Okay, so I found the diff. It looks like it could mount okay, and the ratio is perfect. The wheelbase is still too long, though. At this point, I wondered how much I could angle the CV axles forward to shorten the wheelbase. Anything past 15-20 degrees and your CV axles won’t last long.
Even modest angles presented another problem. The BMW drivetrain sat centered in the car up to this point, and since the output shaft of the transmission is offset, the differential is not centered in the car. This isn’t an issue if your axle angles are relatively straight, but once they’re tilted forward, the angle is more extreme on one side.
A decision had to be made. Lengthen the wheelbase to improve the CV angle, live with severely angled and short CV axles, or move the engine over to center the differential. While there’s no perfect decision, I went with the third one.
Peter Holderith / Motor1
The bad parts: the single heaviest part of the car is now off the vehicle centerline, the engine mounting is more annoying, and plumbing for things like the intake and exhaust is trickier. I’m sure there are others I have yet to discover as well.

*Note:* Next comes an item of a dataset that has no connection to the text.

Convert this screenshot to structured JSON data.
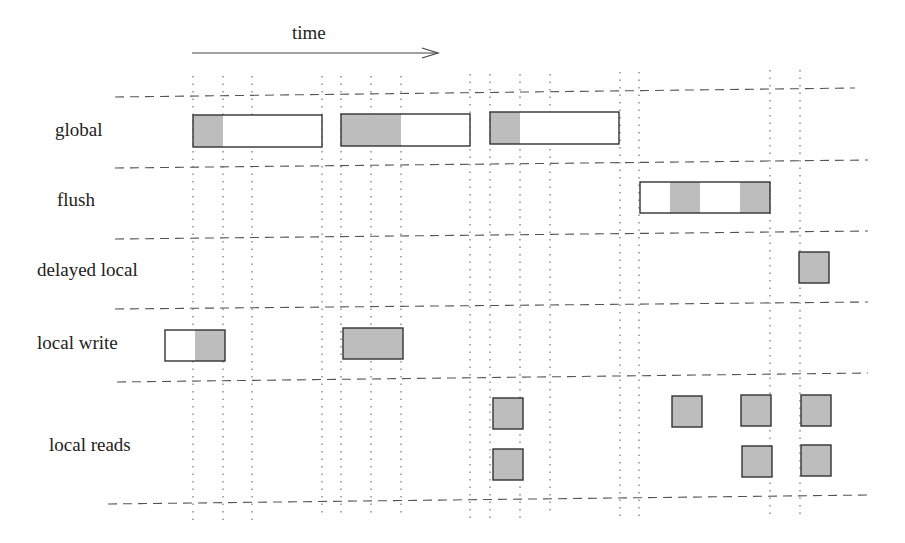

The good outweighs the bad. Yes, the engine is now off the centerline of the car which is a mass distribution issue, but the transmission output location means the engine moves to the passenger’s side. The weight of the driver offsets the engine and there’s room on that end for a fuel tank, too. The actual corner weights of the car will be set with a half tank of fuel and the driver in place. I think that will be plenty to get the mass equation sorted out.

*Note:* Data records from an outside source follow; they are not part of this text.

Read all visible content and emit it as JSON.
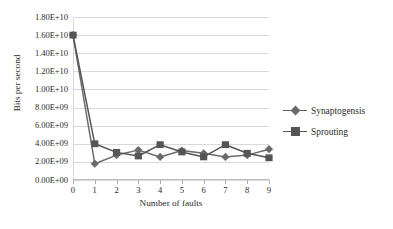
{
  "chart_data": {
    "type": "line",
    "title": "",
    "xlabel": "Number of faults",
    "ylabel": "Bits per second",
    "x": [
      0,
      1,
      2,
      3,
      4,
      5,
      6,
      7,
      8,
      9
    ],
    "categories": [
      "0",
      "1",
      "2",
      "3",
      "4",
      "5",
      "6",
      "7",
      "8",
      "9"
    ],
    "series": [
      {
        "name": "Synaptogensis",
        "marker": "diamond",
        "color": "#6b6b6b",
        "values": [
          16000000000,
          1800000000,
          2750000000,
          3300000000,
          2550000000,
          3250000000,
          2950000000,
          2550000000,
          2750000000,
          3400000000
        ]
      },
      {
        "name": "Sprouting",
        "marker": "square",
        "color": "#555555",
        "values": [
          16000000000,
          4000000000,
          3050000000,
          2650000000,
          3900000000,
          3100000000,
          2550000000,
          3900000000,
          2950000000,
          2450000000
        ]
      }
    ],
    "ylim": [
      0,
      18000000000
    ],
    "xlim": [
      0,
      9
    ],
    "ytick_labels": [
      "0.00E+00",
      "2.00E+09",
      "4.00E+09",
      "6.00E+09",
      "8.00E+09",
      "1.00E+10",
      "1.20E+10",
      "1.40E+10",
      "1.60E+10",
      "1.80E+10"
    ],
    "ytick_values": [
      0,
      2000000000,
      4000000000,
      6000000000,
      8000000000,
      10000000000,
      12000000000,
      14000000000,
      16000000000,
      18000000000
    ],
    "xtick_labels": [
      "0",
      "1",
      "2",
      "3",
      "4",
      "5",
      "6",
      "7",
      "8",
      "9"
    ],
    "grid": "horizontal",
    "legend_position": "right",
    "background": "#ffffff",
    "gridline_color": "#d9d9d9"
  },
  "legend": {
    "entries": [
      {
        "label": "Synaptogensis"
      },
      {
        "label": "Sprouting"
      }
    ]
  },
  "axes": {
    "x_title": "Number of faults",
    "y_title": "Bits per second"
  }
}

Now I have equal axle lengths which means I can order two of the same custom axle, which will save time and money. Likewise, I can run my angle right up to 15 degrees to minimize the wheelbase. Sure, the intake and exhaust are a little wonky but those parts have to be custom anyway. In the end, the wheelbase adds up to 98 inches, which is longer than a Miata but shorter than a BRZ/GR86.

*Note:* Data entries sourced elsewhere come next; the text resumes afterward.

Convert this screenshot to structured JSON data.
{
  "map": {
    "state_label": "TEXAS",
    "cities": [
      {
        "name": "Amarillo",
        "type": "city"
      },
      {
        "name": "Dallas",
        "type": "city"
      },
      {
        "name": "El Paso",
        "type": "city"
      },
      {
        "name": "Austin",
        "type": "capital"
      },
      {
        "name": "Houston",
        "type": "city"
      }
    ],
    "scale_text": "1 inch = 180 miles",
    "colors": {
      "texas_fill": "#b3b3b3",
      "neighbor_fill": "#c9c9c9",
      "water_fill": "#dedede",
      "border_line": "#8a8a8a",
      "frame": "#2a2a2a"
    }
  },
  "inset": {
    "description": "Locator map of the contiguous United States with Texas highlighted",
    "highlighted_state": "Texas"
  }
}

If you want a very short wheelbase in a mid-engined car, you need to make many creative compromises regarding the passenger area, the rear transaxle, or both. This is where I’ll briefly touch on a fourth option, which is to mount the engine and differential on the car’s centerline.
The issue is that there’s no good way to do it when you really examine the problem. You end up on an inescapable spectrum between sketchy and expensive, where you’re always adding weight to solve the problem. The wheelbase advantage of this more central layout is also negligible in the end. There are a few pros, yes, but it’s just not worth the trouble.
Direct drive with an offset engine is the lightest, cheapest, simplest, and most reliable option.
This was supposed to be a post about the engine, right? It’s easy to get off track, though. Few decisions on this project exist in a vacuum. Once the scans start to land in CAD, tough decisions have to be made.
It really makes you feel for engineers developing sports cars that use a lot of parts from other cars. Those guys don’t have the luxury of developing new transaxles or engines to optimize the entire car as a package, they’re handed parts they must use and have to make the best of it. They’re also dealing with tons of other constraints like crash safety, fuel economy, internal engineering requirements, and—god forgive me for saying this—marketing. It’s a tremendous challenge.
And if the car produced by all these compromises and challenges is not particularly well received? What a punch in the gut.
I always keep that in mind when I do this. This project is difficult, expensive, and time-consuming, but in the end it’s a drop in the bucket compared to an actual production car.
There’s a lot more work to be done before I get the next update out the door, but it will be more substantive in terms of actual progress. I’m currently in the thick of finding suppliers and sponsors, which isn’t very exciting from the outside, but I have to make more design progress to move that process forward as well.